AI Will Disrupt Almost Every Industry
Hinton has warned in the past that AI will affect most job industries, and reiterated this stance in a recent interview with The Financial Times.
“What’s actually going to happen is rich people are going to use AI to replace workers,” Hinton said. “It’s going to create massive unemployment and a huge rise in profits. It will make a few people much richer and most people poorer. That’s not AI’s fault, that is the capitalist system.”
Hinton warns that the wealth gap in the United States is going to increase, with middle- and low-income workers bearing the brunt of the impact of AI in most industries. Jobs will be automated away with AI, and what’s left will be highly skilled positions and ownership opportunities that could make the rich even richer.
Healthcare Is Protected From AI … For Now
In a June interview on The Diary of a CEO YouTube channel, Hinton stated that healthcare is the one industry that will remain relatively immune to large-scale job losses from AI.
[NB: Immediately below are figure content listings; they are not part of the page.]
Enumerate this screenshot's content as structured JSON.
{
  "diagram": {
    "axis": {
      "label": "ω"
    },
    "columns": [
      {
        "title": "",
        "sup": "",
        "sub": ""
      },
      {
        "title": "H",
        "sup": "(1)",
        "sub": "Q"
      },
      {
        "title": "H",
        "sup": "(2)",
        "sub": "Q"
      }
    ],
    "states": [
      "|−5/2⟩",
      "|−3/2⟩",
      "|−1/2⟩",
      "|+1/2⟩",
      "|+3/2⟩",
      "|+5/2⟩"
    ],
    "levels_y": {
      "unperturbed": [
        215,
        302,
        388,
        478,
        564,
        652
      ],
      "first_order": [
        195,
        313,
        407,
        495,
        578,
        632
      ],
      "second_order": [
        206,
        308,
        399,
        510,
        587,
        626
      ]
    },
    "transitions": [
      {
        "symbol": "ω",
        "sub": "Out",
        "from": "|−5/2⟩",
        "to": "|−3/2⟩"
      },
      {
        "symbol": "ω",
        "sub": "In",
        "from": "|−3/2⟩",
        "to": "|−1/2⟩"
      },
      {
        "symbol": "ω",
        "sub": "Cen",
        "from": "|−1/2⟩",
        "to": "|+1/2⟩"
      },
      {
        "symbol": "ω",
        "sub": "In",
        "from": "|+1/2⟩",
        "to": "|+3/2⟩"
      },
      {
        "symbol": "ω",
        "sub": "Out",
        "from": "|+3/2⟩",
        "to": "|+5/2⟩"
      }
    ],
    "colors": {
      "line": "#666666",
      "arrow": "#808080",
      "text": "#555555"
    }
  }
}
There are two main reasons for this:
High demand
Hinton argues there’s essentially no upper bound on how much healthcare people will want and consume, especially if cost barriers are lowered:
“If you could make doctors five times as efficient, we could all have five times as much healthcare for the same price, and that would be great. There’s almost no limit to how much healthcare people can absorb,” said Hinton.
Human judgment
Medical care involves not just pattern matching (lab results, imaging, etc.), but also nuanced judgment, patient interaction, ethics, adaptation to new conditions and unpredictable conditions. Hinton suggests these features make full automation far harder in healthcare than other industries.
While healthcare does have quite a bit of technology involved, Hinton believes humans will still be needed in most major healthcare roles.
How AI Might Change Healthcare Jobs
While Hinton stated that humans are still needed in healthcare positions, he didn’t dismiss the idea of AI coming for healthcare jobs in other ways. Here are a few areas of healthcare where the technology can still creep in:
Diagnostic Assistance
AI tools can help with interpreting scans (X-rays, MRIs), flagging anomalies, suggesting different diagnoses or triaging patients via chatbots or symptom checkers. These applications can reduce the time doctors spend on routine interpretation, shifting their role toward verification, oversight and complex decision-making.
Administrative Tasks
A lot of clinician time is devoted to paperwork, insurance coding, documentation, ordering tests, billing, referrals, etc. AI systems could streamline or partially automate many of these “back office” tasks, reducing administrative load but also possibly substituting some support staff roles.
Personalized Analytics
AI models may help predict disease onset or tailor drug regimens, shifting how prevention and chronic care are managed. This may impact frontline clinicians most, but increase demand for alternative roles for data scientists, AI auditors and oversight positions.
Remote Monitoring & Telehealth
Wearables, at-home monitoring sensors and remote diagnostics combined with AI may allow healthcare providers to automate monitoring and deliver instant diagnoses for patients. This changes the pattern of in-person visits and may reduce some direct patient time, potentially allowing doctors and providers to see more patients. This might change how many doctors are needed to run a clinic, and could disrupt some jobs.